MEDICAL HUMANITIES
A Humanistic Approach to Medicine
What is the good we seek in the practice of medicine? How is this practice both an art and a science? What is the meaning of life, suffering, flourishing, and death? What does it mean to care for a person? What is the truth that grounds our scientific inquiry? How is science related to other approaches to truth?
We live in a world in which scientific knowledge is growing alongside deepening doubts about that knowledge, in a world of complex medical treatments and growing concerns about medical ethics and the wholistic treatment of patients. Medical Humanities introduces students to an exploration of the human good and of shared truth. Students are shaped by the integrated pursuit of goodness and truth. Through this, they are prepared to treat patients as a whole person. Grounded in Augustinian values, our Medical Humanities cohort shapes students so that they can live out the ֱ mission and “apply their knowledge and skills… to better the human condition” for their patients and for the world.
All Medical Humanities students begin their course of studies following the Examined Life Sequence of the Good and the True. Students in CLAS continue into the “Beautiful” (fulfilling the sophomore writing requirement), and HON Ethics 2050; College of Nursing students continue into PHI 2115 for Clinical Ethics for Medical Professionals. Those students who choose to pursue a take the Junior Tutorial The Good Doctor-PHI 2117.
Medical Humanities aims to shape students for careers as nurses, doctors, public health administrators, and those working in fields based in scientific research. Those who are interested can deepen their exploration with a Medical Humanities Minor, which is a particularly fruitful course of studies for those planning to attend medical school. These schools increasingly seek applicants with a broad humanistic approach to medical care and who are adept at thinking through emerging questions in medical ethics.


» TASK PROMPT
What lines of the material below hold the string "base"? Copy them out.

=== Begin Enclosure ===

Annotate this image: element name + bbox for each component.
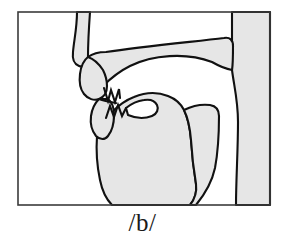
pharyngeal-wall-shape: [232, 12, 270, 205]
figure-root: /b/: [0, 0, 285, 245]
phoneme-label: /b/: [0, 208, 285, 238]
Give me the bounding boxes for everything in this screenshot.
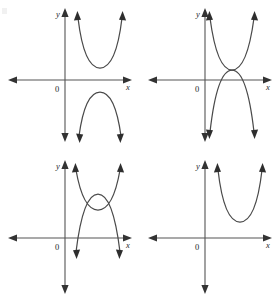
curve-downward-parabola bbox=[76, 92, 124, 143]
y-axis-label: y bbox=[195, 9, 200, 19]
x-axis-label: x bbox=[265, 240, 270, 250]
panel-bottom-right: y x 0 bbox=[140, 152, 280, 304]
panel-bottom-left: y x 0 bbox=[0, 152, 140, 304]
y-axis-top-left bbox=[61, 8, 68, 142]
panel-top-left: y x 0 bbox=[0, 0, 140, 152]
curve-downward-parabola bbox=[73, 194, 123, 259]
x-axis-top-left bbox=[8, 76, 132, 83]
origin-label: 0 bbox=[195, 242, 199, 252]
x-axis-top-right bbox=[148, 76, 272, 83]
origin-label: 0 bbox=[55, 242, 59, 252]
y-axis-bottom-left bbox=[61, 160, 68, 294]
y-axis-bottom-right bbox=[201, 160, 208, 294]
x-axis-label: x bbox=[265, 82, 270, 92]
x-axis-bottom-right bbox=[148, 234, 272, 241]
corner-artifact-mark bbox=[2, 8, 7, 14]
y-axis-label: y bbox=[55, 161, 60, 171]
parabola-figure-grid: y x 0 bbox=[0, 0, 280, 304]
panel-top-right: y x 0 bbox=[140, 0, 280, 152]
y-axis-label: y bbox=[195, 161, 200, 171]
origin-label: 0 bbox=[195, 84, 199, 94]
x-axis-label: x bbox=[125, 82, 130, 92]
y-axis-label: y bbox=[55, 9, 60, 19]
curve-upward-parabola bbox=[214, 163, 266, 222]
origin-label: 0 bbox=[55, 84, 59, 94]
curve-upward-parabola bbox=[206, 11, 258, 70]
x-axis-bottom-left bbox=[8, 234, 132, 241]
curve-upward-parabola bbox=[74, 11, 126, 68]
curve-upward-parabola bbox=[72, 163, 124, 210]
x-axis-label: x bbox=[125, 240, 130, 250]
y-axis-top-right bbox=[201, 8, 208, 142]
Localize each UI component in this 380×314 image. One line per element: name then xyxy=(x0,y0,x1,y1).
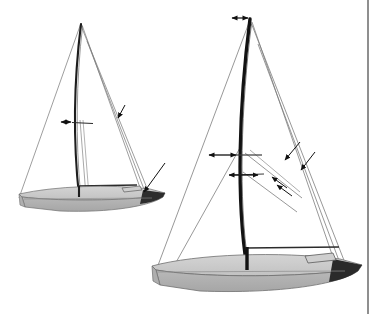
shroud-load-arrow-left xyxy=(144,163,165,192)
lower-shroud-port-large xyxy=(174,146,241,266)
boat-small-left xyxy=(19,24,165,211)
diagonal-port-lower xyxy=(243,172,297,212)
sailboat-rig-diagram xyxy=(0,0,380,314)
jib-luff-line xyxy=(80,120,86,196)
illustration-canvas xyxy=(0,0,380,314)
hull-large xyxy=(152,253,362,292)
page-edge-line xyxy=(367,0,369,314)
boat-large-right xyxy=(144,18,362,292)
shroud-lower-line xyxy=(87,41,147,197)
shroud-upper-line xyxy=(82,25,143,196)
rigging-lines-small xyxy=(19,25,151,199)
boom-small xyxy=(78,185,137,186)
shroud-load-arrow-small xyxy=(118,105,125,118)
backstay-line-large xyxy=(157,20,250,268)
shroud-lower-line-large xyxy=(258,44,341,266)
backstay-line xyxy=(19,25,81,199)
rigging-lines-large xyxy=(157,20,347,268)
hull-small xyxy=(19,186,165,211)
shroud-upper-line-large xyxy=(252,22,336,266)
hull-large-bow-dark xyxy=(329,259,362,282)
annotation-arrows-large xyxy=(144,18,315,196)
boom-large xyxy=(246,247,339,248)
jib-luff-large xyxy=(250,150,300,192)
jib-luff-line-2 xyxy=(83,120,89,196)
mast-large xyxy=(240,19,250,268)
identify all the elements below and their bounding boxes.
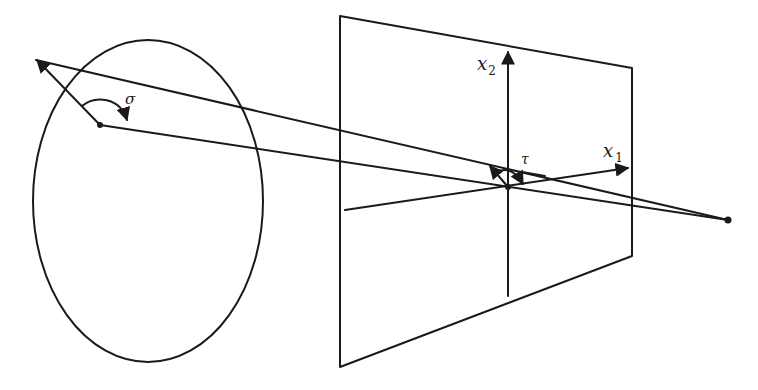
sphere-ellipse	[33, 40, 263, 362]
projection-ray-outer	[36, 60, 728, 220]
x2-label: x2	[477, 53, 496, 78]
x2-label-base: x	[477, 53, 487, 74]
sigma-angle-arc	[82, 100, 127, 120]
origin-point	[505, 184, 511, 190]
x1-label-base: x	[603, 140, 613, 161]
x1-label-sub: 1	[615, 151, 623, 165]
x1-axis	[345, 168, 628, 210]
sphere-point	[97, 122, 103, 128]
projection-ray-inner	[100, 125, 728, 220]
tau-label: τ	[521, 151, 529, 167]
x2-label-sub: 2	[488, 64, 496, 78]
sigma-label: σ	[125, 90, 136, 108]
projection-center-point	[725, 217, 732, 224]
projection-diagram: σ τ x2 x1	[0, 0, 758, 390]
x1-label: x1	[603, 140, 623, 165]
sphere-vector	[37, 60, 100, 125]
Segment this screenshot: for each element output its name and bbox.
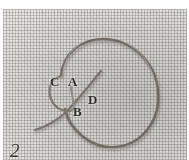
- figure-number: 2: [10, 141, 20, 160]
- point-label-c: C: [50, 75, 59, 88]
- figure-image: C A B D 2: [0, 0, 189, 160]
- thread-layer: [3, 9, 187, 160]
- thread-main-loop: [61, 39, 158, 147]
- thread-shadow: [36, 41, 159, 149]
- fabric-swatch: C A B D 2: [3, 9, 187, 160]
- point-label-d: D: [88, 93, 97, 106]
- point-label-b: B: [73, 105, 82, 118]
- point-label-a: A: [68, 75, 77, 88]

=== End Enclosure ===
=== Begin Enclosure ===

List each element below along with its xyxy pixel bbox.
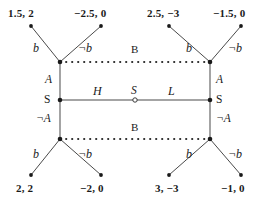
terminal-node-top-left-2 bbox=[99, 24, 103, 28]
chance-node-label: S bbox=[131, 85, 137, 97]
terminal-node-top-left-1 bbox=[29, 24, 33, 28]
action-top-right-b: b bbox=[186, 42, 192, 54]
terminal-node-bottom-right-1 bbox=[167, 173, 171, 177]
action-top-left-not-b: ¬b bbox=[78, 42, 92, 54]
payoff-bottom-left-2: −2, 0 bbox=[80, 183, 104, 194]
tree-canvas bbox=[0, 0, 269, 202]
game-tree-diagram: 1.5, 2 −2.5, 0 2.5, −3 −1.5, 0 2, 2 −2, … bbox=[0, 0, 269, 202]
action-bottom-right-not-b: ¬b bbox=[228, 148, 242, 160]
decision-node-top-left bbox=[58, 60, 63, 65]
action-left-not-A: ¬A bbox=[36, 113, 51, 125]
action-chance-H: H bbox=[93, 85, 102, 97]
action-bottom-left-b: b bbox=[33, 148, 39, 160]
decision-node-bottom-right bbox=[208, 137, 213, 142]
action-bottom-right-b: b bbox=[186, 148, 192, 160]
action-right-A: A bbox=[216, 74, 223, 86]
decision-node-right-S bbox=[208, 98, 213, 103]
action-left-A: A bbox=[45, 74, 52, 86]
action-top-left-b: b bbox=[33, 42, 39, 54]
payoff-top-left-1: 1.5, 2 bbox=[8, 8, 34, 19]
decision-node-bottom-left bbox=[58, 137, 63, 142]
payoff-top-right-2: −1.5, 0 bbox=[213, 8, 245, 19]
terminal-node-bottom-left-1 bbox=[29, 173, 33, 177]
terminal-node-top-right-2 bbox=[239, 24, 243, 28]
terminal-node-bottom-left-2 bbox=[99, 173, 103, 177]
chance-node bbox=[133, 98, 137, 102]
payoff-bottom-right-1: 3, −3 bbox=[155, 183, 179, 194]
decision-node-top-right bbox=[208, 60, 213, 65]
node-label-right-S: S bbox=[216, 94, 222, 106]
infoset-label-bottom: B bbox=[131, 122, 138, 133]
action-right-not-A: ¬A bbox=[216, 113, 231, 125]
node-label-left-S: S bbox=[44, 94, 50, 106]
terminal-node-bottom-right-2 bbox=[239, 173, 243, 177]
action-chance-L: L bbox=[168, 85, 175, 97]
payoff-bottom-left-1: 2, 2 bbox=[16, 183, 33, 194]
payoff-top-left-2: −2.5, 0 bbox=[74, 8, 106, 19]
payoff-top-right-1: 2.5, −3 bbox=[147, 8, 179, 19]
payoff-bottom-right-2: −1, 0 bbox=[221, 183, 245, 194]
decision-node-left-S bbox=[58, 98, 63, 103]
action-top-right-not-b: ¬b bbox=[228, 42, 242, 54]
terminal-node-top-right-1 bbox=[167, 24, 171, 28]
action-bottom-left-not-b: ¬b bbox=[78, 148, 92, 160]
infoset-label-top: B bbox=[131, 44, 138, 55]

=== End Enclosure ===

» RESPONSE
x2-label-base: x	[477, 53, 487, 74]
x1-label-base: x	[603, 140, 613, 161]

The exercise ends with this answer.